Irving Kaplansky

Irving Kaplansky
Born March 22, 1917
Toronto
Died June 25, 2006 (age 89)
Los Angeles
Nationality Canadian, American
Fields Mathematics
Institutions University of Chicago
Alma mater University of Toronto and Harvard University
Doctoral advisor Saunders Mac Lane
Doctoral students
Known for Kaplansky density theorem
Kaplansky conjecture
Group theory
Ring theory
Operator algebras
Game theory
field theory
Notable awards William Lowell Putnam Mathematical Competition (1938)
Guggenheim Fellowship (1948)
Jeffery–Williams Prize (1968)
Leroy P. Steele Prize (1989)

Irving Kaplansky (March 22, 1917 June 25, 2006) was a mathematician, college professor, author, and musician.

Biography

Kaplansky (or "Kap," as his friends and colleagues called him) was born in Toronto, Ontario, Canada, to Polish-Jewish immigrants;[1][2] his father worked as a tailor, and his mother ran a grocery and, eventually, a chain of bakeries.[3][4][5] He attended the University of Toronto as an undergraduate. In his senior year, he competed in the first William Lowell Putnam Mathematical Competition, becoming one of the first five recipients of the Putnam Fellowship, which paid for graduate studies at Harvard University.[3] After receiving his Ph.D. from Harvard in 1941[6] as Saunders Mac Lane's first student, he remained at Harvard as a Benjamin Pierce Instructor, and in 1944 moved with Mac Lane to Columbia University for a year where he worked on the Manhattan Project, collaborating with many of the brilliant minds in mathematics like John von Neumann. He was professor of mathematics at the University of Chicago from 1945 to 1984, and Chair of the department from 1962 to 1967. Kaplansky was the Director of the Mathematical Sciences Research Institute from 1984 to 1992, and the President of the American Mathematical Society from 1985 to 1986.

Kaplansky was also an accomplished amateur musician. He had perfect pitch, studied piano until the age of 15, earned money in high school as a dance band musician, taught Tom Lehrer, and played in Harvard's jazz band in graduate school. He also had a regular program on Harvard's student radio station. After moving to the University of Chicago, he stopped playing for two decades, but then returned to music as an accompanist for student-run Gilbert and Sullivan productions and as a calliope player in football game parades.[3] He often composed music based on mathematical themes. One of those compositions, A Song About Pi, is a melody based on assigning notes to the first 14 decimal places of pi, and has occasionally been performed by his daughter, singer-songwriter Lucy Kaplansky.

Mathematical contributions

Kaplansky made major contributions to group theory, ring theory, the theory of operator algebras, field theory and created the Kaplansky density theorem and Kaplansky conjecture. He published more than 150 articles and over 20 mathematical books.

Kaplansky was the doctoral supervisor of 55 students including notable mathematicians Hyman Bass, Susanna S. Epp, Günter Lumer, Eben Matlis, Donald Ornstein, Ed Posner, Alex F. T. W. Rosenberg, Judith D. Sally, and Harold Widom. He has over 800 academic descendants, including many through his academic grandchildren David J. Foulis (who studied with Kaplansky at the University of Chicago before completing his doctorate under the supervision of Kaplansky's student Fred Wright, Jr.) and Carl Pearcy (the student of H. Arlen Brown, who had been jointly supervised by Kaplansky and Paul Halmos).[6]

Awards and honors

Kaplansky was a member of the National Academy of Sciences and the American Academy of Arts and Sciences, Director of the Mathematical Sciences Research Institute, and President of the American Mathematical Society. He won the William Lowell Putnam Mathematical Competition, the Guggenheim Fellowship, the Jeffery-Williams Prize, and the Leroy P. Steele Prize.

Selected publications

Books

with I. N. Herstein: (1974). Matters mathematical.  2nd edn. 1978

Articles

See also

Notes

  1. Irving Kaplansky Memoir by Nancy E. Albert
  2. Making Family Stories into Art
  3. 1 2 3 Albers, Donald J.; Alexanderson, Gerald L.; Reid, Constance, eds. (1990), "Irving Kaplansky", More Mathematical People, Harcourt Brace Jovanovich, pp. 118–136.
  4. Irving Kaplansky — mathematician and author
  5. In memoriam: Irving Kaplansky
  6. 1 2 Irving Kaplansky at the Mathematics Genealogy Project
  7. Baer, Reinhold (1955). "Review: Infinite abelian groups by I. Kaplansky" (PDF). Bull. Amer. Math. Soc. 61 (1): 88–89. doi:10.1090/s0002-9904-1955-09877-x.

References

External links

This article is issued from Wikipedia - version of the Sunday, April 03, 2016. The text is available under the Creative Commons Attribution/Share Alike but additional terms may apply for the media files.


== Problem ==
Report all lines of the data below that hold the word "after".

== Extracted entries ==

-- Opening Marker --

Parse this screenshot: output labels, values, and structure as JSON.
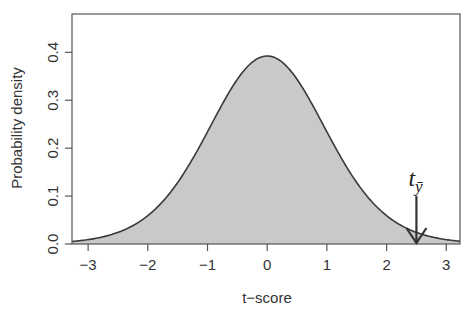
{
  "chart_data": {
    "type": "area",
    "title": "",
    "xlabel": "t−score",
    "ylabel": "Probability density",
    "xlim": [
      -3.27,
      3.23
    ],
    "ylim": [
      0,
      0.48
    ],
    "xticks": [
      -3,
      -2,
      -1,
      0,
      1,
      2,
      3
    ],
    "xtick_labels": [
      "−3",
      "−2",
      "−1",
      "0",
      "1",
      "2",
      "3"
    ],
    "yticks": [
      0.0,
      0.1,
      0.2,
      0.3,
      0.4
    ],
    "ytick_labels": [
      "0.0",
      "0.1",
      "0.2",
      "0.3",
      "0.4"
    ],
    "grid": false,
    "legend": null,
    "distribution": "Student t",
    "df": 15,
    "series": [
      {
        "name": "t density",
        "x": [
          -3.0,
          -2.5,
          -2.0,
          -1.5,
          -1.0,
          -0.5,
          0.0,
          0.5,
          1.0,
          1.5,
          2.0,
          2.5,
          3.0
        ],
        "values": [
          0.009,
          0.023,
          0.059,
          0.126,
          0.232,
          0.345,
          0.392,
          0.345,
          0.232,
          0.126,
          0.059,
          0.023,
          0.009
        ],
        "fill_color": "#c9c9c9",
        "line_color": "#3a3a3a"
      }
    ],
    "annotations": [
      {
        "type": "arrow",
        "label": "t",
        "label_subscript": "ȳ",
        "x": 2.5,
        "y_from": 0.1,
        "y_to": 0.0,
        "description": "downward arrow marking observed t-score"
      }
    ]
  }
}
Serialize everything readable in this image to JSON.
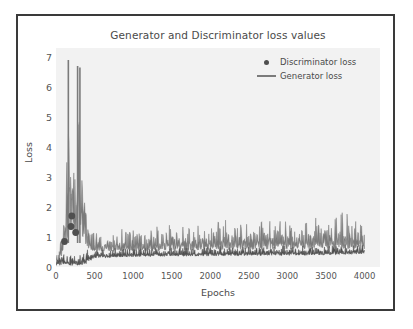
{
  "chart_data": {
    "type": "line",
    "title": "Generator and Discriminator loss values",
    "xlabel": "Epochs",
    "ylabel": "Loss",
    "xlim": [
      0,
      4200
    ],
    "ylim": [
      0,
      7.3
    ],
    "xticks": [
      0,
      500,
      1000,
      1500,
      2000,
      2500,
      3000,
      3500,
      4000
    ],
    "xtick_labels": [
      "0",
      "500",
      "1000",
      "1500",
      "2000",
      "2500",
      "3000",
      "3500",
      "4000"
    ],
    "yticks": [
      0,
      1,
      2,
      3,
      4,
      5,
      6,
      7
    ],
    "ytick_labels": [
      "0",
      "1",
      "2",
      "3",
      "4",
      "5",
      "6",
      "7"
    ],
    "grid": false,
    "legend_position": "upper right",
    "plot_background": "#f2f2f2",
    "series": [
      {
        "name": "Discriminator loss",
        "marker": "dot",
        "color": "#4f4f4f",
        "style": "noise-band",
        "description": "Low dark band near 0.1-0.7 rising slightly after epoch 500; isolated dot markers near epochs 110, 190 and 250 at losses 0.85, 1.35 and 1.70",
        "band_points": [
          {
            "x": 0,
            "lo": 0.05,
            "hi": 0.55
          },
          {
            "x": 60,
            "lo": 0.05,
            "hi": 0.7
          },
          {
            "x": 120,
            "lo": 0.08,
            "hi": 0.45
          },
          {
            "x": 200,
            "lo": 0.05,
            "hi": 0.4
          },
          {
            "x": 300,
            "lo": 0.05,
            "hi": 0.55
          },
          {
            "x": 400,
            "lo": 0.1,
            "hi": 0.6
          },
          {
            "x": 500,
            "lo": 0.3,
            "hi": 0.62
          },
          {
            "x": 1000,
            "lo": 0.34,
            "hi": 0.66
          },
          {
            "x": 1500,
            "lo": 0.35,
            "hi": 0.68
          },
          {
            "x": 2000,
            "lo": 0.36,
            "hi": 0.7
          },
          {
            "x": 2500,
            "lo": 0.38,
            "hi": 0.72
          },
          {
            "x": 3000,
            "lo": 0.38,
            "hi": 0.74
          },
          {
            "x": 3500,
            "lo": 0.4,
            "hi": 0.76
          },
          {
            "x": 4000,
            "lo": 0.42,
            "hi": 0.8
          }
        ],
        "markers": [
          {
            "x": 110,
            "y": 0.85
          },
          {
            "x": 195,
            "y": 1.35
          },
          {
            "x": 205,
            "y": 1.7
          },
          {
            "x": 255,
            "y": 1.15
          }
        ]
      },
      {
        "name": "Generator loss",
        "marker": "line",
        "color": "#7b7b7b",
        "style": "noise-band",
        "description": "Starts near 0.3, climbs steeply to two tall spikes of 6.9 and 6.7 between epochs 150 and 330, collapses after epoch 450 and settles into a noisy band between 0.5 and 1.7 for the rest of training",
        "band_points": [
          {
            "x": 0,
            "lo": 0.2,
            "hi": 0.45
          },
          {
            "x": 40,
            "lo": 0.15,
            "hi": 0.6
          },
          {
            "x": 90,
            "lo": 0.4,
            "hi": 2.6
          },
          {
            "x": 130,
            "lo": 0.6,
            "hi": 4.3
          },
          {
            "x": 160,
            "lo": 1.0,
            "hi": 6.9
          },
          {
            "x": 190,
            "lo": 1.2,
            "hi": 5.6
          },
          {
            "x": 220,
            "lo": 1.0,
            "hi": 5.7
          },
          {
            "x": 250,
            "lo": 0.9,
            "hi": 4.1
          },
          {
            "x": 280,
            "lo": 1.0,
            "hi": 6.7
          },
          {
            "x": 310,
            "lo": 1.1,
            "hi": 6.7
          },
          {
            "x": 340,
            "lo": 0.9,
            "hi": 4.6
          },
          {
            "x": 380,
            "lo": 0.7,
            "hi": 2.3
          },
          {
            "x": 430,
            "lo": 0.6,
            "hi": 1.6
          },
          {
            "x": 500,
            "lo": 0.5,
            "hi": 1.2
          },
          {
            "x": 800,
            "lo": 0.52,
            "hi": 1.25
          },
          {
            "x": 1200,
            "lo": 0.52,
            "hi": 1.4
          },
          {
            "x": 1600,
            "lo": 0.55,
            "hi": 1.45
          },
          {
            "x": 2000,
            "lo": 0.55,
            "hi": 1.55
          },
          {
            "x": 2400,
            "lo": 0.58,
            "hi": 1.6
          },
          {
            "x": 2800,
            "lo": 0.58,
            "hi": 1.7
          },
          {
            "x": 3200,
            "lo": 0.6,
            "hi": 1.55
          },
          {
            "x": 3700,
            "lo": 0.6,
            "hi": 2.0
          },
          {
            "x": 4000,
            "lo": 0.6,
            "hi": 1.45
          }
        ],
        "peaks": [
          {
            "x": 160,
            "y": 6.9
          },
          {
            "x": 280,
            "y": 6.7
          },
          {
            "x": 310,
            "y": 6.65
          },
          {
            "x": 3700,
            "y": 2.0
          }
        ]
      }
    ]
  },
  "legend": {
    "entries": [
      {
        "label": "Discriminator loss",
        "marker": "dot"
      },
      {
        "label": "Generator loss",
        "marker": "line"
      }
    ]
  }
}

-- Closing Marker --

== Response to the exercise ==
        "description": "Low dark band near 0.1-0.7 rising slightly after epoch 500; isolated dot markers near epochs 110, 190 and 250 at losses 0.85, 1.35 and 1.70",
        "description": "Starts near 0.3, climbs steeply to two tall spikes of 6.9 and 6.7 between epochs 150 and 330, collapses after epoch 450 and settles into a noisy band between 0.5 and 1.7 for the rest of training",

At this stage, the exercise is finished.